Tim Gentner, Psychology, UCSD Neural mechanisms of auditory pattern perception, learning, and attention 1. Kiggins, J. T., Comins, J. A., & Gentner, T. Q. (2012). Targets for a comparative neurobiology of language. Frontiers in evolutionary neuroscience, 4, 1-13.
2. Jeanne, J. M., Sharpee, T. O., & Gentner, T. Q. (2013). Associative learning enhances population coding by inverting interneuronal correlation patterns. Neuron, 78, 352-363.

November 29

No Class: Thanksgiving

   

December 6

Lucia Jacobs, Psychology, Berkeley

Locating an odor in time and space: the evolution of navigation and chemosensory cognition

1. Jacobs, L. F. (2003). The evolution of the cognitive map. Brain, Behavior and Evolution, 62, 128-139.
2. Jacobs, L. F. (2012). From chemotaxis to the cognitive map: the function of olfaction. Proceedings of the National Academy of Sciences (USA), 109 Suppl 1, 10693-10700

Course Discussion Website

A discussion website has been established for this course: mechanism.ucsd.edu:8080/Cognitive Biology.

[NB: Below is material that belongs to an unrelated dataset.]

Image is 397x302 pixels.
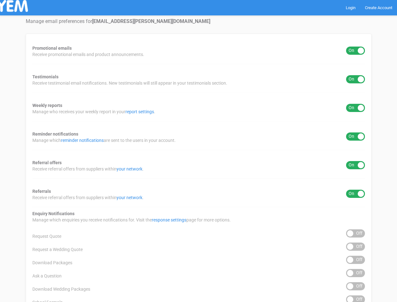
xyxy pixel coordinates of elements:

Course Requirements and Evaluation

Students are required to:

  1. For each week after the first week selected students will be assigned to begin a discussion of the readings for the week on the discussion email list. One can begin a discussion either by rasiing a question about a major point in one of the readings or taking issue with a major claim/assertion of the paper. This must be done by Noon on Wednesday. All other students are required to add a comment about one of the initial entries for the week or to raise an addition question or raise an additional challenge by 11AM on Friday. These entries should not be long--a medium length paragraph.
  2. Attend all class sessions, both the class-only meeting from 2:00 to 2:55 and the lecture from 3:00 to 4:30 and complete the readings assigned before each meeting. During each session I will call on registered students both at the beginning to address "What are the main points of the paper?" and later in the class to discuss these points.
  3. Write one paper, 5-7 pages in length, that advances a systematic analysis of an issue that we deal with in the course. The paper need not go beyond the readings and lectures in the course. This paper is due by December 9.

This course should be taken for S/U grade only. If your department requires a letter grade, or you have some other reason why you need a letter grade, please let me know.